The military commission system had "none of the guarantees" of trials by normal civilian courts, Ratner told IPS.
He added: "Coerced and hearsay evidence can be used. There is no jury, only a group of military officers and a judge appointed by the Bush administration. Much of the trial can be held in secret and the defendant does not get to see all of the evidence. After this sham process, the defendant, if convicted, can receive the death penalty. There is a barbarity to the actions of the Bush administration that is without precedent."
Many military lawyers have expressed similar views.
The former head prosecutor at Guantánamo, Col. Morris Davis, resigned when he was placed directly under the command of the General Counsel of the Department of Defense a principal architect of the military commissions system.
Lifelong Republican John Hutson, a retired judge advocate general the military’s top lawyer has become a leading voice among former military officials criticizing the Bush administration’s policies on Guantánamo Bay. Hutson has opposed torture and the precedent it would set for future conflicts.
The Bush administration has argued that ordinary courts are not equipped to handle the sensitive national security considerations involved in trying terrorists.
A Pentagon legal adviser and spokesman, Air Force Brig. Gen. Thomas W. Hartmann, has said the trials would be "as open as possible." The accused would have the right to call their own witnesses, cross-examine prosecution witnesses, and see the evidence presented against them.
"There will be no secret trials," he has declared.
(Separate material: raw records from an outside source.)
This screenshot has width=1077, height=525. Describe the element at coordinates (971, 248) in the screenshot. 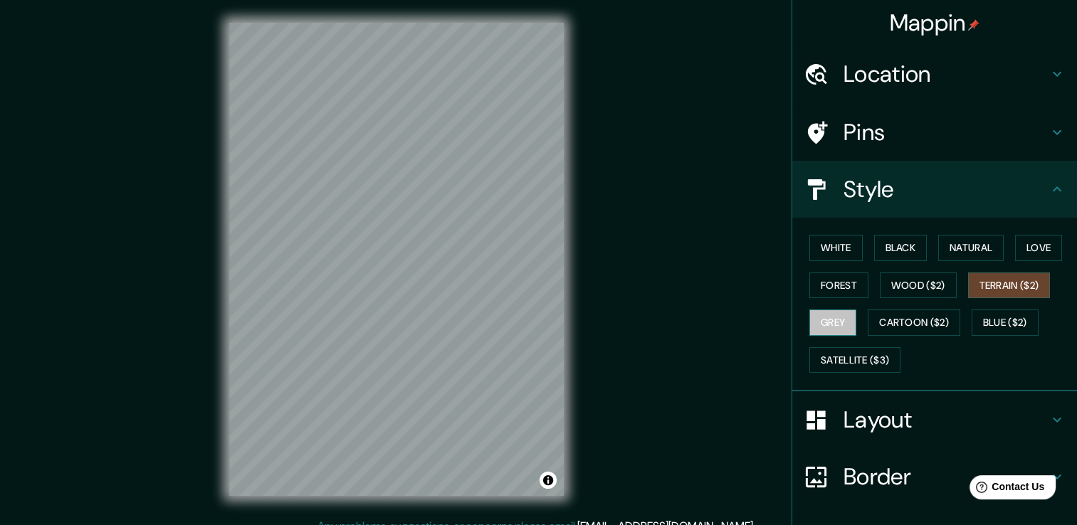

I see `button: Natural` at that location.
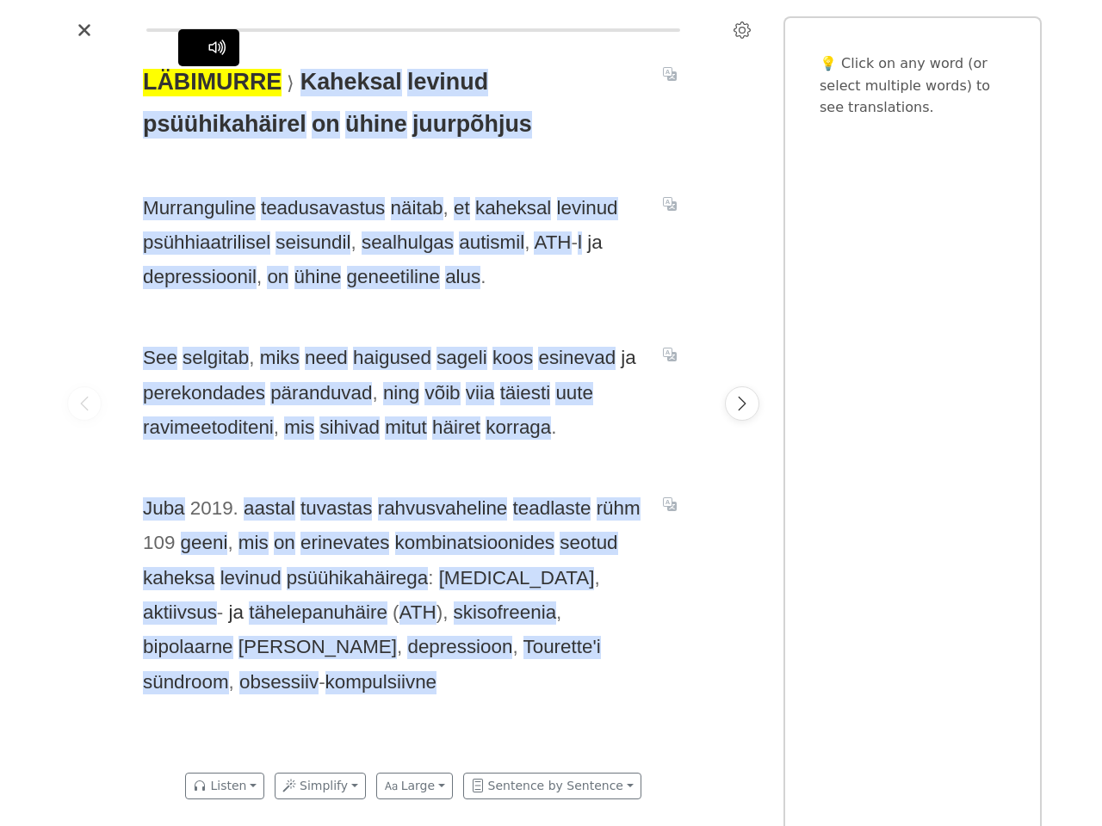 This screenshot has height=826, width=1102. What do you see at coordinates (225, 125) in the screenshot?
I see `span: psüühikahäirel` at bounding box center [225, 125].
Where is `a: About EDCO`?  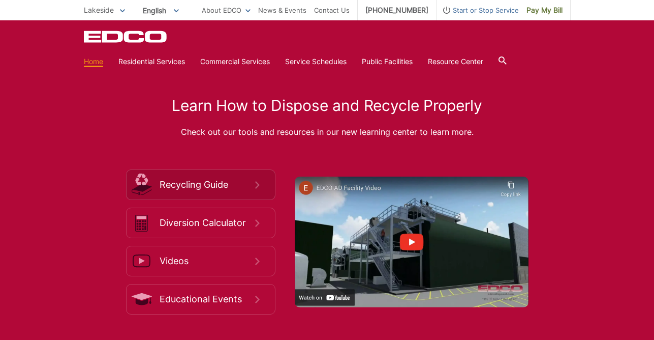
a: About EDCO is located at coordinates (226, 10).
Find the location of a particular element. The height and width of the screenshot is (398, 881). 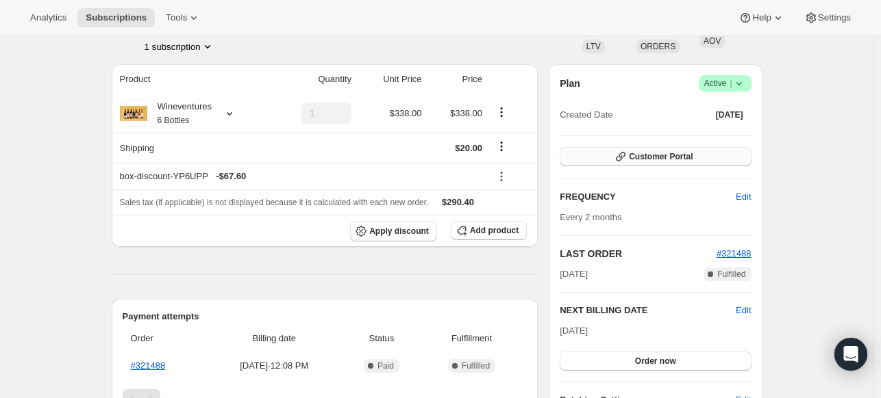

span: Sales tax (if applicable) is not displayed because it is calculated with each new order. is located at coordinates (274, 203).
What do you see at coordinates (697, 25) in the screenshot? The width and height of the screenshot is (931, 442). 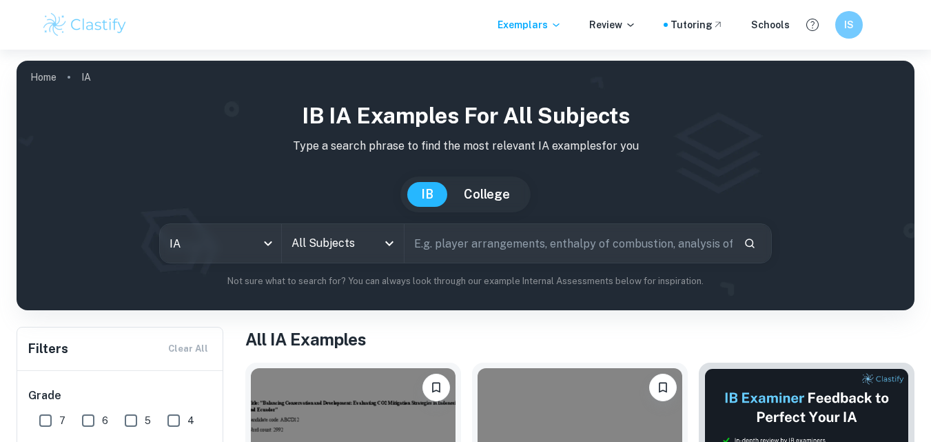 I see `div: Tutoring` at bounding box center [697, 25].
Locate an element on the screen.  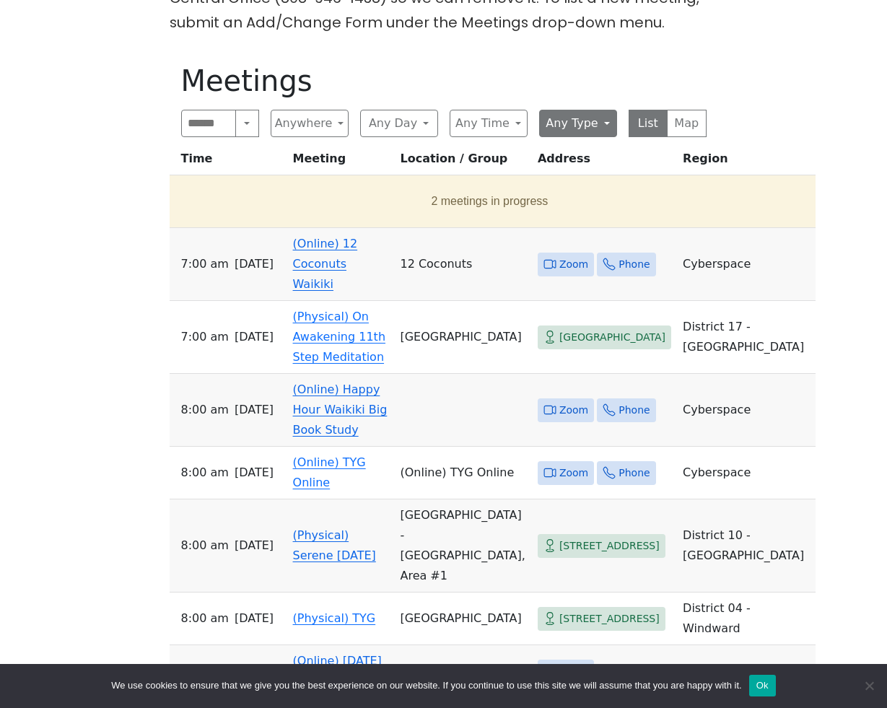
a: (Online) Happy Hour Waikiki Big Book Study is located at coordinates (340, 409).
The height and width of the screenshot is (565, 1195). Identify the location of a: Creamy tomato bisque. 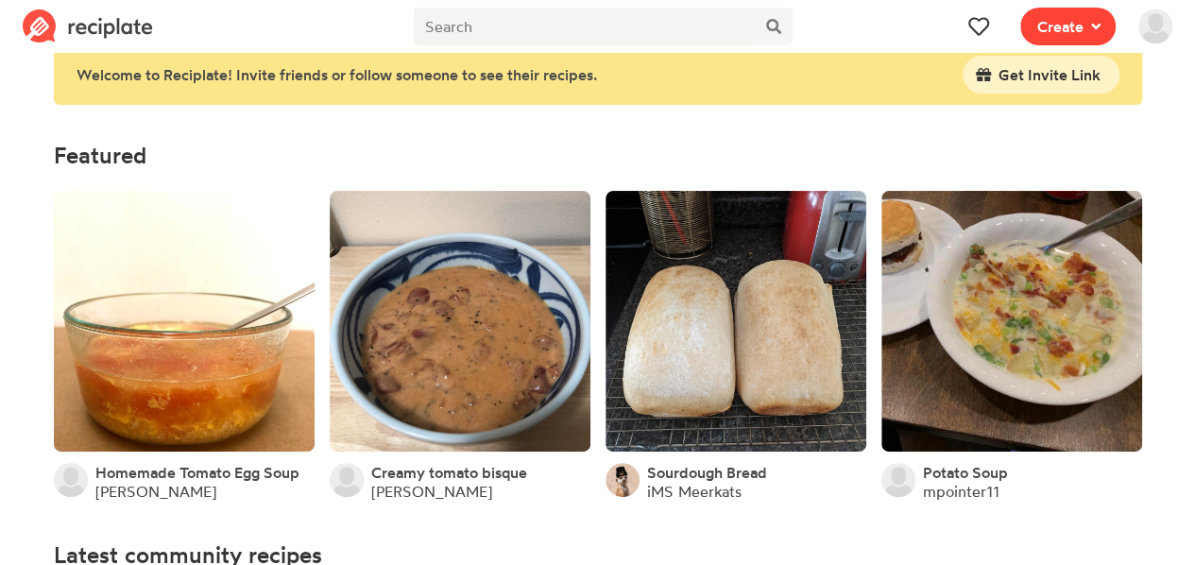
(449, 472).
The 12-member military commission would have to pass unanimous verdicts.
But Hartmann has declined to answer questions about the admissibility of evidence obtained by waterboarding.
The procedures of the military commissions have been repeatedly challenged in U.S. civilian courts, resulting in a number of stinging defeats for the Bush administration and contributing to the delays in holding the trails.
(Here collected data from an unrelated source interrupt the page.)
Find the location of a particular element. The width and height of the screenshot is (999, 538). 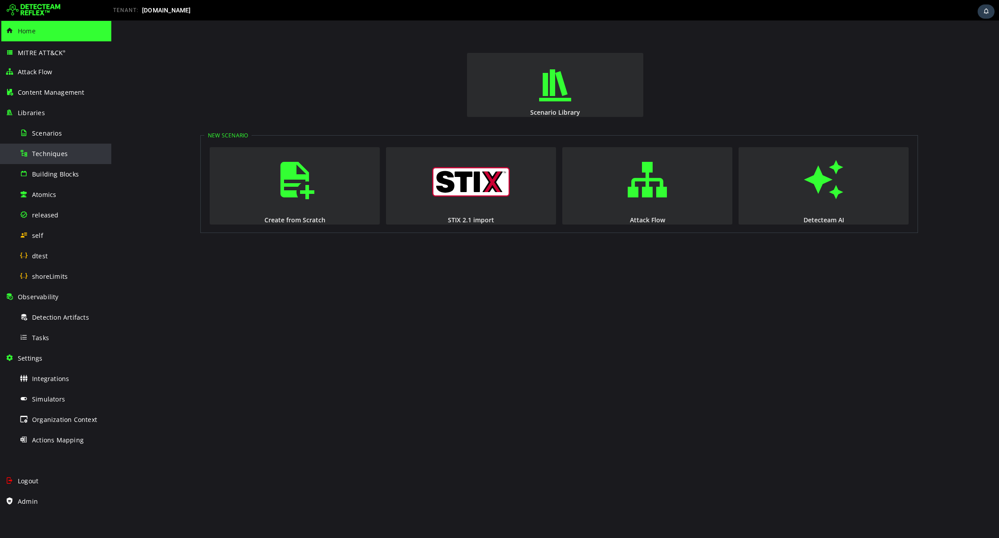

span: Techniques is located at coordinates (50, 154).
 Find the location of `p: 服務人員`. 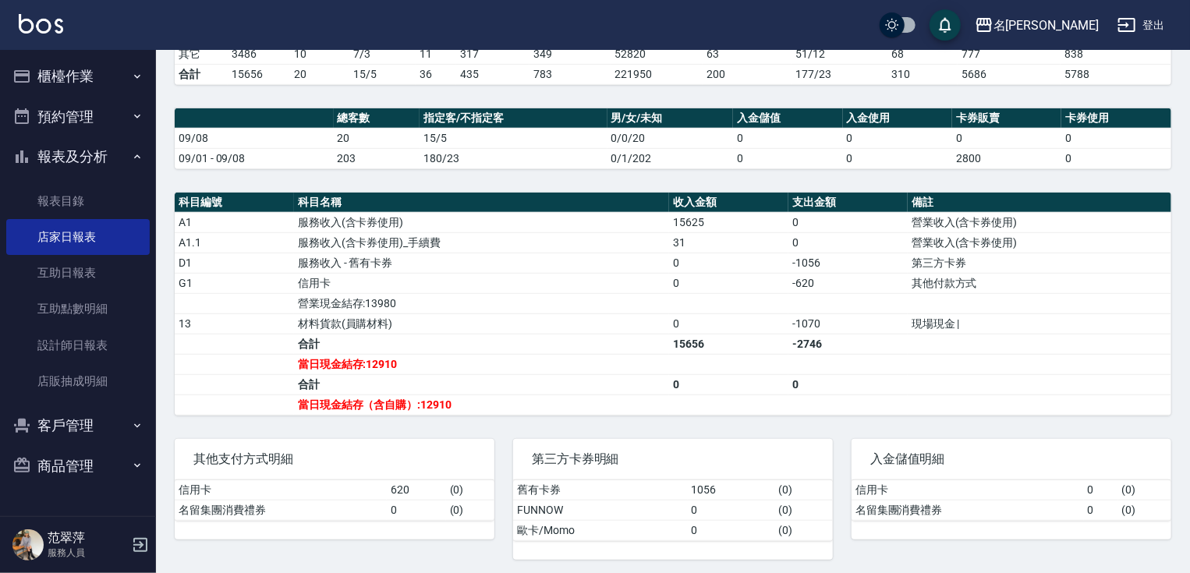

p: 服務人員 is located at coordinates (87, 553).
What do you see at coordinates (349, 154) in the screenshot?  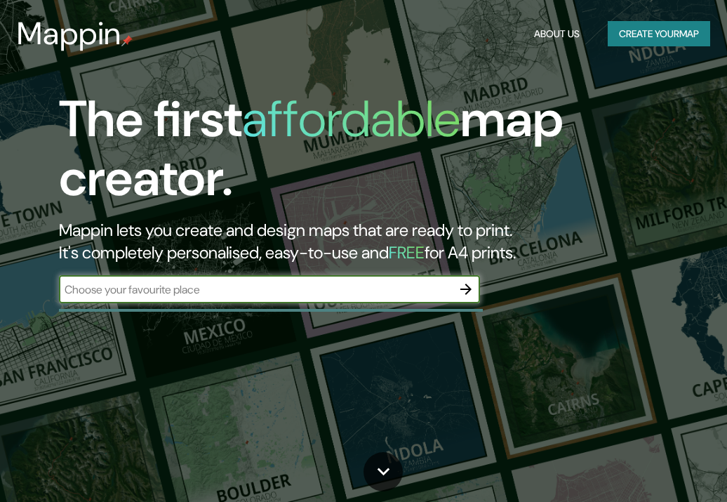 I see `h1: The first map creator.` at bounding box center [349, 154].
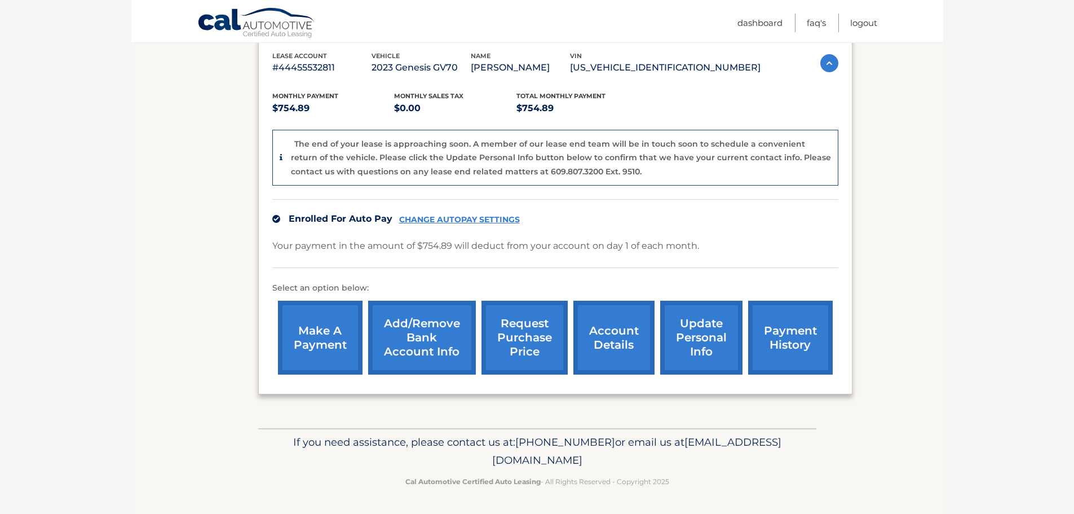 This screenshot has width=1074, height=514. What do you see at coordinates (276, 219) in the screenshot?
I see `img: check.svg` at bounding box center [276, 219].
This legal saga began in 2001, when President Bush issued an executive order establishing military commissions to try those captured in the so-called "War on Terror." Four years of legal battling later, the U.S. Supreme Court ruled that military commissions as defined under the president’s executive order violated military law and the Geneva Conventions.
Congress then hurriedly enacted the Military Commissions Act of 2005, which Bush signed into law in early 2006. That law, which is still under challenge in the courts, has become the basis for the planned trials. If challenges to the military commissions are successful, the trials could be delayed even further.
Concern over the potential loss of U.S. standing in the world over the holding of military trials and what will emerge during them has been voiced by many American legal scholars.
David Cole, a leading constitutional authority, told IPS: "When the U.S. violates human rights in the fight against terrorism, it sends a message to autocrats and dictators worldwide that they, too, can deny human rights in the name of counterterrorism."
This view was echoed by Ratner, who said: "These trials are important because the U.S., a country that often criticizes torture and military tribunals in other countries such as Nigeria and Turkey is now using torture and trials outside its normal system to try the alleged Sept. 11 conspirators."
Rona Gabor, international legal director for the advocacy group Human Rights First, told IPS: "Much of the world considers the death penalty an international human rights violation even when imposed after the fairest of procedures. To impose it through an untested, ad hoc process that has not yet successfully completed a trial, even for a misdemeanor, will likely be viewed with deep skepticism."